Last night, I popped in Ultraviolet (the Brit TV show about vampires, not the terrible movie with Milla Jovavich) and [livejournal.com profile] feiran made some wry comment about how quickly I get obsessed with things. [livejournal.com profile] darkling1, bless him, said, "But it's only six hours long! That's not long enough for anyone to get obsessed with anything!" [livejournal.com profile] feiran gave him the pitious look of, "You don't know Trinity very well, do you?"

To be fair, I am not obsessed with the show, though I do like it. The advantage of it being so short and having just the one series is that there is a definite pace, with timely reveals and well-positioned points that move the story along. It's something that, if the creators of LOST, say, had actually had in mind since starting the show (as opposed to clearly making shit up as they went along) would have made for better television. Might be a bit boring for the writers, as they can't deviate or get too clever with the plot, but it makes for more solid a viewing experience, and that's what I want, thanks.

And, okay, yeah, it's not exactly hard work to look at Jack Davenport either, but I swear that's not it. I really do like the way it's been set up so as not to make the team we should be sympathizing with all that sympathetic. I've got two more episodes to go, and I'm half afraid they're going to try for a twist-like ending, seeing as they know they've only got the six episodes total and they need to end dramatically. Mostly, I'm terrified that the stupid love interest girl is gonna get Jack Davenport, when his much cuter, much smarter, much better dressed, much more everything better ex is running around somewhat more clued in to his doings and much cooler about it than love-interest waffling wallflower girl. Ah well, don't spoil me!
trinityvixen: (bored)
No, really, I have nothing to post. No big news. No TV or movie-related...
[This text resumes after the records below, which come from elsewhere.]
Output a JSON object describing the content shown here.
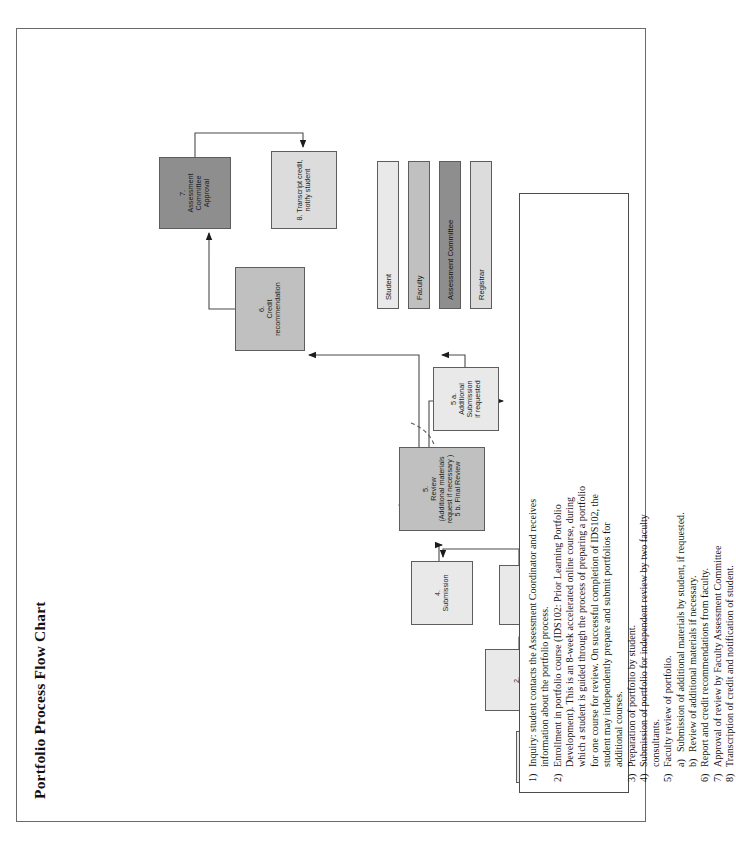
{
  "document": {
    "title": "Portfolio Process Flow Chart"
  },
  "flow_nodes": [
    {
      "id": "n1",
      "label": "1.\nInquiry",
      "role": "student"
    },
    {
      "id": "n2",
      "label": "2.\nEnrollment",
      "role": "student"
    },
    {
      "id": "n3",
      "label": "3.\nPreparation",
      "role": "student"
    },
    {
      "id": "n4",
      "label": "4.\nSubmission",
      "role": "student"
    },
    {
      "id": "n5",
      "label": "5.\nReview\n(Additional materials\nrequest if necessary )\n5 b. Final Review",
      "role": "faculty"
    },
    {
      "id": "n5a",
      "label": "5 a.\nAdditional\nSubmission\nif requested",
      "role": "student"
    },
    {
      "id": "n6",
      "label": "6.\nCredit\nrecommendation",
      "role": "faculty"
    },
    {
      "id": "n7",
      "label": "7.\nAssessment\nCommittee\nApproval",
      "role": "committee"
    },
    {
      "id": "n8",
      "label": "8. Transcript credit,\nnotify student",
      "role": "registrar"
    }
  ],
  "legend": {
    "items": [
      {
        "label": "Student",
        "color": "#e9e9e9"
      },
      {
        "label": "Faculty",
        "color": "#c0c0c0"
      },
      {
        "label": "Assessment Committee",
        "color": "#8e8e8e"
      },
      {
        "label": "Registrar",
        "color": "#dcdcdc"
      }
    ]
  },
  "notes": {
    "items": [
      {
        "num": "1)",
        "text": "Inquiry: student contacts the Assessment Coordinator and receives"
      },
      {
        "num": "",
        "text": "information about the portfolio process."
      },
      {
        "num": "2)",
        "text": "Enrollment in portfolio course (IDS102: Prior Learning Portfolio"
      },
      {
        "num": "",
        "text": "Development).  This is an 8-week accelerated online course, during"
      },
      {
        "num": "",
        "text": "which a student is guided through the process of preparing a portfolio"
      },
      {
        "num": "",
        "text": "for one course for review.  On successful completion of IDS102, the"
      },
      {
        "num": "",
        "text": "student may independently prepare and submit portfolios for"
      },
      {
        "num": "",
        "text": "additional courses."
      },
      {
        "num": "3)",
        "text": "Preparation of portfolio by student."
      },
      {
        "num": "4)",
        "text": "Submission of portfolio for independent review by two faculty"
      },
      {
        "num": "",
        "text": "consultants."
      },
      {
        "num": "5)",
        "text": "Faculty review of portfolio."
      },
      {
        "num": "a)",
        "text": "Submission of additional materials by student, if requested."
      },
      {
        "num": "b)",
        "text": "Review of additional materials if necessary."
      },
      {
        "num": "6)",
        "text": "Report and credit recommendations from faculty."
      },
      {
        "num": "7)",
        "text": "Approval of review by Faculty Assessment Committee"
      },
      {
        "num": "8)",
        "text": "Transcription of credit and notification of student."
      }
    ]
  }
}
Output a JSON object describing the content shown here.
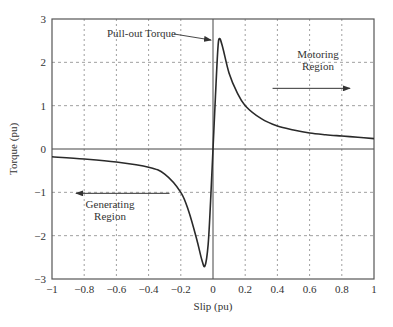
{
  "chart_data": {
    "type": "line",
    "title": "",
    "xlabel": "Slip (pu)",
    "ylabel": "Torque (pu)",
    "xlim": [
      -1,
      1
    ],
    "ylim": [
      -3,
      3
    ],
    "grid": true,
    "x_ticks": [
      -1,
      -0.8,
      -0.6,
      -0.4,
      -0.2,
      0,
      0.2,
      0.4,
      0.6,
      0.8,
      1
    ],
    "x_tick_labels": [
      "−1",
      "−0.8",
      "−0.6",
      "−0.4",
      "−0.2",
      "0",
      "0.2",
      "0.4",
      "0.6",
      "0.8",
      "1"
    ],
    "y_ticks": [
      -3,
      -2,
      -1,
      0,
      1,
      2,
      3
    ],
    "y_tick_labels": [
      "−3",
      "−2",
      "−1",
      "0",
      "1",
      "2",
      "3"
    ],
    "series": [
      {
        "name": "Torque-slip characteristic",
        "x": [
          -1,
          -0.8,
          -0.6,
          -0.4,
          -0.3,
          -0.2,
          -0.15,
          -0.1,
          -0.07,
          -0.05,
          -0.03,
          -0.015,
          0,
          0.015,
          0.03,
          0.04,
          0.06,
          0.1,
          0.15,
          0.2,
          0.3,
          0.4,
          0.5,
          0.6,
          0.7,
          0.8,
          0.9,
          1
        ],
        "y": [
          -0.18,
          -0.23,
          -0.3,
          -0.42,
          -0.58,
          -1.0,
          -1.45,
          -2.1,
          -2.55,
          -2.7,
          -2.2,
          -1.2,
          0,
          1.2,
          2.3,
          2.55,
          2.35,
          1.75,
          1.3,
          1.0,
          0.7,
          0.53,
          0.44,
          0.37,
          0.33,
          0.3,
          0.27,
          0.24
        ]
      }
    ],
    "annotations": [
      {
        "text": "Pull-out Torque",
        "points_to": [
          0.03,
          2.55
        ]
      },
      {
        "text_lines": [
          "Motoring",
          "Region"
        ],
        "arrow_from": 0.37,
        "arrow_to": 0.85,
        "arrow_y": 1.4,
        "direction": "right"
      },
      {
        "text_lines": [
          "Generating",
          "Region"
        ],
        "arrow_from": -0.27,
        "arrow_to": -0.85,
        "arrow_y": -1.0,
        "direction": "left"
      }
    ],
    "legend": null
  },
  "colors": {
    "curve": "#2a2a2a",
    "axis": "#555555",
    "grid": "#888888",
    "text": "#333333"
  }
}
Oh, wait, of course I have some entertainment-y type stuffs. Leave a comment if you'd be interested in a group outing to 300 next Friday. Thinking 8-9pm-ish, 34th street theater, if it's there. I'll be going by myself if no one else can make it, but I will be there. I've listened to "Just Like You Imagined" one too many times on repeat (it's one of the few songs I have at work, from my own linked download). I've been drooling over the chance to see this since last year, I think. Let me know who wants in!

On the TV front: LOST, who you kiddin'? )

I think I'm just cranky because I need a show on that's knowingly bad, as opposed to It-should-be-better-and-it's-been-better-a-while-back-but-isn't-any-more, and Smallville is in reruns for at least another week. I can take LOST sucking, but that, on top of Battlestar Galactica's ensuckitude and no House (ACK I AM CRANKY BECAUSE THERE IS TOO MUCH AMERICAN IDOL GOINGS ON) is just not helping. I get Heroes on Monday as candy, and I need something as woefully silly as Smallville to unwind my week. Sheesh.
trinityvixen: (Default)
LOST. Otherwise known as "This is so not the time for that"--The Show.

Goodbye. Have fun on hiatus. I'm going to go throw up now, finally, since I've been on the verge all day.
trinityvixen: (mad scientist)
Stolen from [livejournal.com profile] anomilygrace: This guy is bouncy. Hee!

LOST spoilers )

Smallville spoilers--from last week (it took me a while, okay?) )

Carnivale continues to make no sense. But after [livejournal.com profile] feiran's comment last night, it does, at least, keep me giggly. If anyone has seen all of it, don't tell me, but I think the story could be boiled down to "There are two Kamuis!" I bet [livejournal.com profile] feiran a shiny nickel it would.